Gonzalo Arango - Life

Life

Gonzalo Arango was born in Andes, a town of the Antioquian South-Eastern region in 1931, in a time known in Colombia as the Regimen of the Liberals that had to face the Great Depression. It was also the time of Constitutional and social reforms such as that of president Alfonso López Pumarejo. When he was an adolescent he saw the falling of the country in a bloody fight between the two traditional political parties after El Bogotazo of April 9, 1948 with the murder of the presidential candidate Jorge Eliecer Gaitán.
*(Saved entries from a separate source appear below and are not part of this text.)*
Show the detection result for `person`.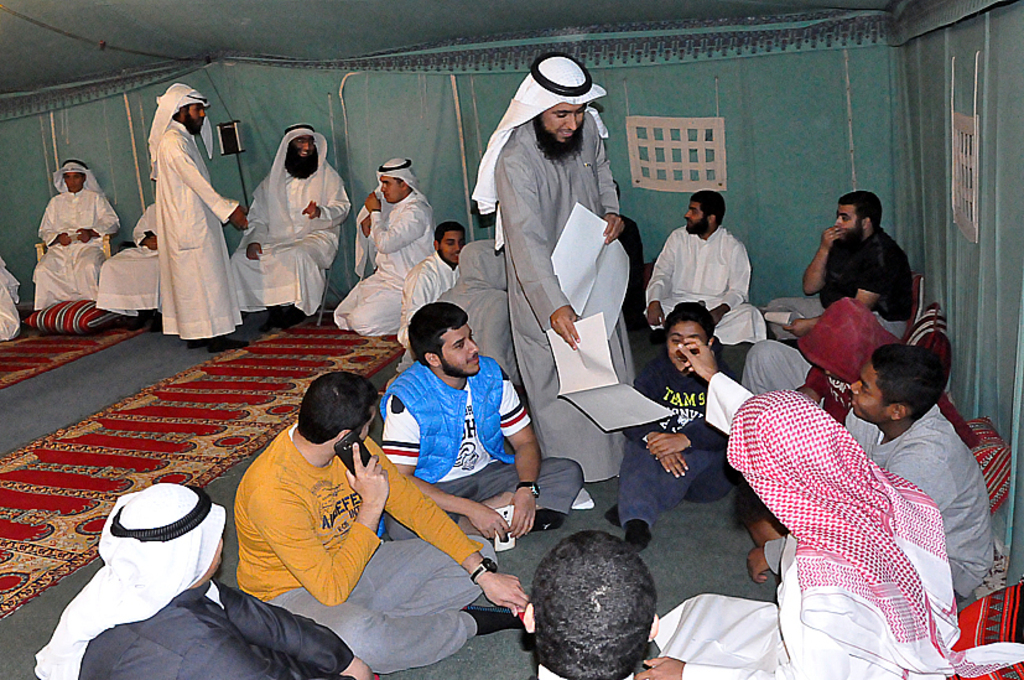
bbox=(766, 187, 913, 333).
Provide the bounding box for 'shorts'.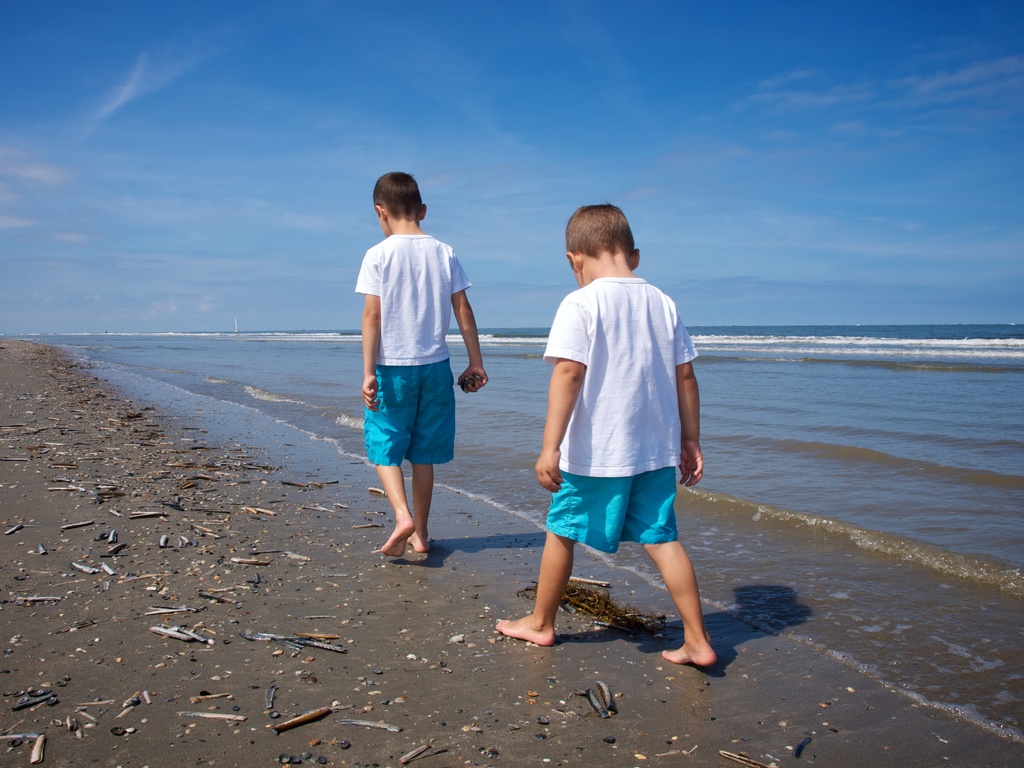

He lived also a time when the Catholic Church in Colombia possessed the control of education, thanks to the Colombian Constitution of 1886, and thus exerted a great authority over political, cultural and social matters, such as in the censorship over intellectual material produced in the nation. As an example, one of the works by philosopher Fernando González Ochoa, "Viaje a pie" (Trip by foot) was forbidden by the Archbishop of Medellín under death penalty in 1929. This social context witnessed the growing of an eccentric writer and thinker, and would influence Arango's work.

Arango was the last son of the 13 children of Francisco Arango (known as Don Paco) and Magdalena Arias. Don Paco was the telegraphist of the town and Madgalena was a housewife.